There’s some good advice above, and some I would not endorse. Here’s what I would recommend:

  1. Train 6 days/week, alternating weightlifting and running days.
  2. Drop all upper-body-based aerobic work (swimming; rowing). Upper body work should be limited to the gym, building strong, pretty muscles, not developing aerobic capacity. (Anyway, you’re not a triathlete, so you don’t need upper-body endurance.)
  3. Likewise, drop all non-running-related lower-body work. Marathon training will beat the crap out of your legs, and you’ve got to let them recover. This includes DLs. Legs are recovering on these days. No squats, no extensions, no DLs, no nothing leg-related.
  4. Alternate training days–lift upper body one day, run the next. Rest on the 7th day.
  5. Upper body training can be whole-body, or alternating Push/Pull days.

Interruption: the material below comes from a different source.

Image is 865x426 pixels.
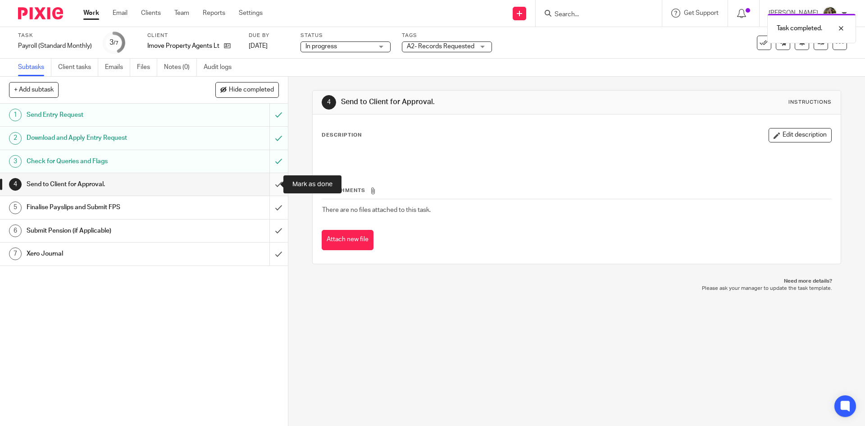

  6. Running days are as follows: The first day of the week is a relaxed recovery run of about 2-3 miles. The second day is 6 miles at a little better than marathon pace. The last day is volume–start at your current longest run distance, and add .5-1mile/week. This is done at a slower-than-marathon pace. You can mix in walking if you want/need to, but you have to hit your distance goals each time. The distance should end up being a little farther than marathon distance, topping out around 27-28 miles.